Browse oud listings for long enough and you'll see "oud attar" and "oud essential oil" used as though they were the same thing. Sometimes they effectively are. Sometimes they describe meaningfully different products. The terms come from different traditions, attar from classical Indian perfumery, essential oil from modern distillation vocabulary, and understanding where they overlap and where they diverge is genuinely useful before you buy.
Two Terms That Often Get Used Loosely
In the strictest traditional sense, "attar" and "essential oil" describe different things: an essential oil is a pure, undiluted distillate, while an attar is historically a perfumery preparation built around a carrier base. In practice, especially in oud retail, the word "attar" is frequently applied to products that are simply diluted oud oil, sold under a name borrowed from a different, older tradition. Neither usage is necessarily wrong, the terms have genuinely converged in common usage, but they can describe different products, so it's worth knowing what each term originally meant.
What "Attar" Traditionally Means
Attar, also written ittar, refers to a class of traditional natural perfume oils, most associated with Indian and South Asian perfumery, made by distilling aromatic botanical material (flowers, herbs, woods, or resins) directly into a carrier oil rather than collecting the aromatic compound on its own. The classical method, known as deg and bhapka, uses a copper still where the source material is gently simmered, and the rising aromatic steam travels into a second vessel containing a base oil, commonly sandalwood oil, which absorbs the fragrance as it condenses. The resulting attar is then often aged for a year or more before use. By this traditional definition, an "oud attar" would specifically be an oud-scented preparation captured into a carrier base through this process, not oud oil on its own.
What Pure Oud Essential Oil Is
Oud essential oil, by contrast, is the direct, undiluted product of distilling agarwood itself, covered in our guide to how oud oil is made. There's no carrier base involved, what comes off the still, once separated from the water layer, is the finished oil. This is the form most often described simply as "pure oud oil" or "100% oud" in higher-end listings.
Curious about the distillation process this oil comes from?
How Oud Oil Is Made: From Wood to BottleWhere the Two Terms Blur in Today's Market
Commercially, "oud attar" is now used in at least two distinct ways. Some sellers use it in the traditional sense, oud blended into or alongside a carrier base as part of a composed perfume oil. Others use "attar" loosely to mean any oud oil product that's been diluted, whether with a neutral carrier oil or with other fragrance materials, regardless of whether it follows the classical deg-and-bhapka method at all. Because the word carries prestige and heritage associations, it sometimes gets applied to products that have little connection to the traditional process beyond the name. Neither usage is automatically deceptive, but it does mean the word "attar" alone doesn't tell you concentration or composition the way "100% pure oud oil" does.
Concentration and How Each Is Typically Used
Pure oud essential oil is highly concentrated, a single drop is often enough for a full day's wear, and it's typically applied directly to pulse points the way a pure perfume oil would be, covered in our guide to how to wear oud oil. Attar-style oud preparations, being diluted or blended by design, are generally used more liberally, applied more like a conventional perfume oil, and often designed to be worn alone as a complete, ready-to-wear scent rather than a raw ingredient.
What to Ask a Seller
If the distinction matters to you, the most useful question to ask directly is whether the product is 100 percent undiluted oud, or an oud blend or attar with other ingredients, carrier oils, or dilution involved, and if so, at what concentration. A reputable seller should be able to answer this plainly. Vague language, covered in our fake oud guide, is itself worth treating as a signal to ask more questions before buying.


- ABOUT THIS EXERCISE:
The records sit below. Return every line in them that holds the word "Improve".
□ □ □
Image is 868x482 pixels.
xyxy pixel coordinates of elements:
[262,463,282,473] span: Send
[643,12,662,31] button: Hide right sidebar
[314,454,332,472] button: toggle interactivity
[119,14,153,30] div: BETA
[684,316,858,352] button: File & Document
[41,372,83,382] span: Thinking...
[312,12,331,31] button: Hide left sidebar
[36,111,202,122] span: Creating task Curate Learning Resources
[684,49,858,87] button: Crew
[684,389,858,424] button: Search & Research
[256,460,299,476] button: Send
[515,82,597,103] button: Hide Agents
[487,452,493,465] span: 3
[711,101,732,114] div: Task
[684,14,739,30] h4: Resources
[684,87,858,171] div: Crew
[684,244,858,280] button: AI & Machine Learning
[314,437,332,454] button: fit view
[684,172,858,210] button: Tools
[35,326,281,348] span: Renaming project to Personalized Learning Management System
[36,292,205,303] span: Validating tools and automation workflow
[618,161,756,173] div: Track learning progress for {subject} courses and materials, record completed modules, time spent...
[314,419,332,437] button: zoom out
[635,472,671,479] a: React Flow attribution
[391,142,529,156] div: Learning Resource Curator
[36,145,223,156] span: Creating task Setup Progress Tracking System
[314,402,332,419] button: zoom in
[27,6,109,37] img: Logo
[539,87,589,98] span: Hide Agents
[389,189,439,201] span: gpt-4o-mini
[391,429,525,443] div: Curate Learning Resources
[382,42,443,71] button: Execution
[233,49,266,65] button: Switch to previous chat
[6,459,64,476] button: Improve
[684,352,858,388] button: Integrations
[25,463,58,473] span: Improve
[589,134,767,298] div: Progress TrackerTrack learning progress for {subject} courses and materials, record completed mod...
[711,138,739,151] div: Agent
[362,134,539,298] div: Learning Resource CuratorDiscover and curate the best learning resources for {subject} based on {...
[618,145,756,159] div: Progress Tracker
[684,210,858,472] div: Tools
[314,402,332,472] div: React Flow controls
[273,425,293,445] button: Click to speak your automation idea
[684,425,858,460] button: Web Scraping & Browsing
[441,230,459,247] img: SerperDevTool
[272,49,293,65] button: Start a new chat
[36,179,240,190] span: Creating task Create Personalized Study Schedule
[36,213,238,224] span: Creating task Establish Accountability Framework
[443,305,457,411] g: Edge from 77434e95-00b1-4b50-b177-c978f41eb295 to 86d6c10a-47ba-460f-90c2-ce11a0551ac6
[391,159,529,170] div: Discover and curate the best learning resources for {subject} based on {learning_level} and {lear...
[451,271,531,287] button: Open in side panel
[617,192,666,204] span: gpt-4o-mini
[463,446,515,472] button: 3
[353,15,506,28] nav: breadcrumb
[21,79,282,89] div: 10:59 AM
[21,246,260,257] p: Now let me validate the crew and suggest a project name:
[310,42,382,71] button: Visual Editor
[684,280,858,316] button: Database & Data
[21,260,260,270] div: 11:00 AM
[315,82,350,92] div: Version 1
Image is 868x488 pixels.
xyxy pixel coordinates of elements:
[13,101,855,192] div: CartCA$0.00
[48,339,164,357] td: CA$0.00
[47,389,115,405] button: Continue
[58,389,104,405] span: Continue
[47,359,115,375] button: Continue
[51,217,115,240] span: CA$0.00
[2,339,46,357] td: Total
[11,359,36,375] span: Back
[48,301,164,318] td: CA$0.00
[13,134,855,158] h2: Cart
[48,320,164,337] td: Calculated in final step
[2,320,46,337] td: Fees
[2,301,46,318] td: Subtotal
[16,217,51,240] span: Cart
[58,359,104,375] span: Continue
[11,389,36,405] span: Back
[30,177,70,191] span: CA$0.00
□ □ □
- PROBLEM SOLUTION:
[6,459,64,476] button: Improve
[25,463,58,473] span: Improve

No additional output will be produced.